Unnecessary SORT operation

  • OK, I will try but here's my problem (and I'm hoping you can suggest a solution!).

    The reason I use views is because the views bring back values that are used to select the rows that a user is allowed to view. For example, TestUser logs in, runs "select * from MyView" and only a subset of data will be returned. Let say that TestUser can view data from supplier S1 with permissions P1 and P2.

    At the same time if SecondTestUser logs in and runs "select * from MyView" they will get a very different subset of data since they have different permissions.

    However these values can be changed by a security admin who will use an application to set the values. So in order to preserve the dynamic nature of the security permissions I'm using views.

  • There's no magic here. This needs to be rewritten to NOT use 1 trillion tables (if possible).

    Performance is not magic, it's do as little work as possible (server work, not human dev work).

  • Didn't realise 1 table and 2 views = 1 trillion tables. Looks like I'll just have to stick with what I have.

  • feersum_endjinn (11/14/2011)


    Didn't realise 1 table and 2 views = 1 trillion tables. Looks like I'll just have to stick with what I have.

    Just imaging what's happening.

    You don't have 1 view & 3 tables you have at LEAST 9 tables being touched. That's why it takes so much time.

    You have no less than 9 table & CI scans.

    The less you do, the faster it can be done. As simple as that.

  • Ninja - I tested your theory by temporarily creating two tables to hold the data that the views returned and as you said it solved the problem. The execution plan now has just 10 steps and the query executes in ~50seconds. This I can live with!

    However I still don't understand why the optimiser decided to do a sort on 1.8 million records when I used the views, when in essence the views returned the same number of rows as the two tables I setup.

  • feersum_endjinn (11/16/2011)


    Ninja - I tested your theory by temporarily creating two tables to hold the data that the views returned and as you said it solved the problem. The execution plan now has just 10 steps and the query executes in ~50seconds. This I can live with!

    However I still don't understand why the optimiser decided to do a sort on 1.8 million records when I used the views, when in essence the views returned the same number of rows as the two tables I setup.

    When's the last time you did an update stats with fullscan?

    Bad plans are usually because of stale stats, very complex query or bad parameter sniffing.

  • Data is imported into these tables via an SSIS package and I have an index rebuild on all the tables as the penultimate step - would this not update the stats as well?

  • feersum_endjinn (11/16/2011)


    Data is imported into these tables via an SSIS package and I have an index rebuild on all the tables as the penultimate step - would this not update the stats as well?

    Only the stats on the indexed columns.

    However if you truncate + reload, then the first query hitting that table will update the stats. I preffer to force it if I have the time.

  • Oh okay. Well the database option "Auto Update Statistics" is set to "true" so I'm hoping it will update all index based stats. Anyway now I have a possible solution to the problem. I just need to figure out how to actually replace the views with tables and not lose the functionality - I think a LOGON trigger or a UPDATE trigger on the security tables is the way to go.

    Thanks for your help.

  • feersum_endjinn (11/16/2011)


    Oh okay. Well the database option "Auto Update Statistics" is set to "true" so I'm hoping it will update all index based stats. Anyway now I have a possible solution to the problem. I just need to figure out how to actually replace the views with tables and not lose the functionality - I think a LOGON trigger or a UPDATE trigger on the security tables is the way to go.

    Thanks for your help.

    No need to duplicate the data. Rewrite 1 query that does specifically what needs to be done here. Don't use any views, only base tables.

    If it continues to be slow, divide and conquer (smaller steps with results in temp tables).

    I have reports that run on 50 tables here and they don't have any issue perf wise. They just have to be split in smaller steps.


Which lines of the data contain the string "bounding"? Copy every one.

********************

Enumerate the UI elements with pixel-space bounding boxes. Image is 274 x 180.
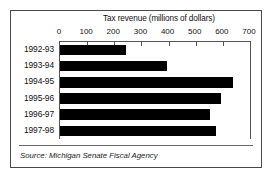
bar-row [60,42,250,58]
y-axis-category-labels: 1992-931993-941994-951995-961996-971997-… [11,41,59,138]
source-note: Source: Michigan Senate Fiscal Agency [20,151,158,160]
source-divider [19,145,253,146]
bar [60,61,167,72]
bar-row [60,107,250,123]
bar [60,45,126,56]
x-axis-tick-labels: 0100200300400500600700 [11,27,263,39]
y-category-label: 1997-98 [24,125,54,135]
y-category-label: 1992-93 [24,44,54,54]
y-category-label: 1996-97 [24,109,54,119]
chart-title: Tax revenue (millions of dollars) [61,14,257,23]
bar-row [60,123,250,139]
bar-row [60,58,250,74]
chart-figure: Tax revenue (millions of dollars) 010020… [10,10,262,168]
bar [60,126,216,137]
bar-row [60,74,250,90]
bar [60,109,210,120]
x-tick-label: 500 [183,27,207,36]
x-tick-label: 400 [156,27,180,36]
plot-area [59,41,251,139]
y-category-label: 1993-94 [24,60,54,70]
bar-series [60,42,250,139]
y-category-label: 1995-96 [24,93,54,103]
x-tick-label: 0 [47,27,71,36]
y-category-label: 1994-95 [24,76,54,86]
x-tick-label: 200 [101,27,125,36]
bar-row [60,91,250,107]
x-tick-label: 100 [74,27,98,36]
x-tick-label: 600 [210,27,234,36]
bar [60,93,221,104]
x-tick-label: 700 [237,27,261,36]
bar [60,77,233,88]
x-tick-label: 300 [128,27,152,36]
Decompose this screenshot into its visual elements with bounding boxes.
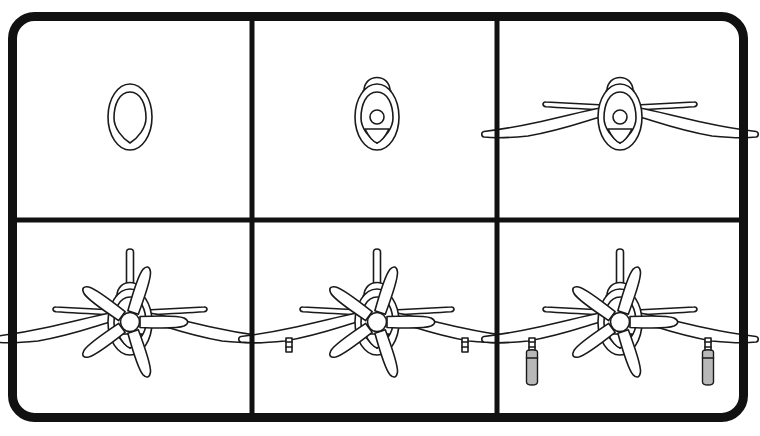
gear-wheel-left bbox=[527, 350, 538, 385]
vertical-tail-fin bbox=[374, 249, 381, 284]
vertical-tail-fin bbox=[127, 249, 134, 284]
vertical-tail-fin bbox=[617, 249, 624, 284]
spinner-hub bbox=[613, 110, 627, 124]
drawing-tutorial-illustration bbox=[0, 0, 760, 436]
spinner-hub bbox=[370, 110, 384, 124]
tutorial-page bbox=[0, 0, 760, 436]
gear-wheel-right bbox=[703, 350, 714, 385]
gear-strut-left bbox=[286, 338, 292, 352]
gear-strut-right bbox=[462, 338, 468, 352]
panel-step-1 bbox=[108, 84, 152, 150]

********************

§ Problem solution
Enumerate the UI elements with pixel-space bounding boxes. Image is 274 x 180.
Decompose this screenshot into its visual elements with bounding boxes.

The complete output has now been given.